This repository had a large subdirectory of large files that months ago I removed from the commit and that I now want to remove from the repo forever. The massive subdirectory is no longer in the download but the objects directory is enormous.
The checkouts/clones take a long time and I believe this is because of the large .git/objects directory.
repo
<files to keep>
<massive subdirectory>
I want to remove the massive subdirectory.
https://stackoverflow.com/questions/10067848/remove-folder-and-its-contents-from-git-githubs-history
The link above has a long discussion of a procedure that I've put to this script :
#!/bin/bash
if [ -z "$1" ]; then
echo "missing argument: subdirectory to remove"
exit
fi
git filter-branch --tree-filter 'rm -rf $1' --prune-empty HEAD
git for-each-ref --format="%(refname)" refs/original/ | xargs -n 1 git update-ref -d
echo $1/ >> .gitignore
git add .gitignore
git commit -m 'Removing $1 from git history'
git gc
git push origin master --force
I have run this without obvious errors and then cloned the repo to find that the .git/objects directory is not reduced in size.
Is the script missing something? Am I missing something? Has a recent version of git introduced a more direct feature for this requirement?
Is there another approach?
filter-branch
is your answer; I don't have the details in front of me.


Exercise: How many lines of the data include the string "symbol"? State the number and nothing else.

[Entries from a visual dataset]
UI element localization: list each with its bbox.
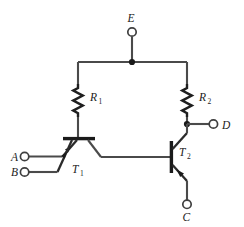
resistor-r2-symbol: [182, 84, 192, 117]
circuit-schematic-svg: E A B C D R 1 R 2 T 1 T 2: [0, 0, 244, 227]
terminal-b-circle[interactable]: [20, 168, 28, 176]
terminal-a-label: A: [10, 151, 19, 163]
transistor-t2-label: T: [179, 146, 187, 158]
circuit-figure: E A B C D R 1 R 2 T 1 T 2: [0, 0, 244, 227]
transistor-t2-sublabel: 2: [187, 152, 191, 161]
resistor-r2-label: R: [198, 91, 206, 103]
terminal-b-label: B: [11, 166, 18, 178]
terminal-d-label: D: [221, 119, 231, 131]
transistor-t1-label: T: [72, 163, 80, 175]
terminal-e-label: E: [127, 12, 135, 24]
resistor-r2-sublabel: 2: [208, 97, 212, 106]
resistor-r1-sublabel: 1: [99, 97, 103, 106]
supply-rail-junction-dot: [129, 59, 135, 65]
terminal-c-label: C: [183, 211, 191, 223]
transistor-t1-sublabel: 1: [80, 169, 84, 178]
terminal-e-circle[interactable]: [128, 28, 136, 36]
terminal-d-circle[interactable]: [209, 120, 217, 128]
t1-collector-lead: [88, 140, 101, 157]
resistor-r1-symbol: [73, 84, 83, 117]
terminal-a-circle[interactable]: [20, 152, 28, 160]
terminal-c-circle[interactable]: [183, 200, 191, 208]
resistor-r1-label: R: [89, 91, 97, 103]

The completed task: 2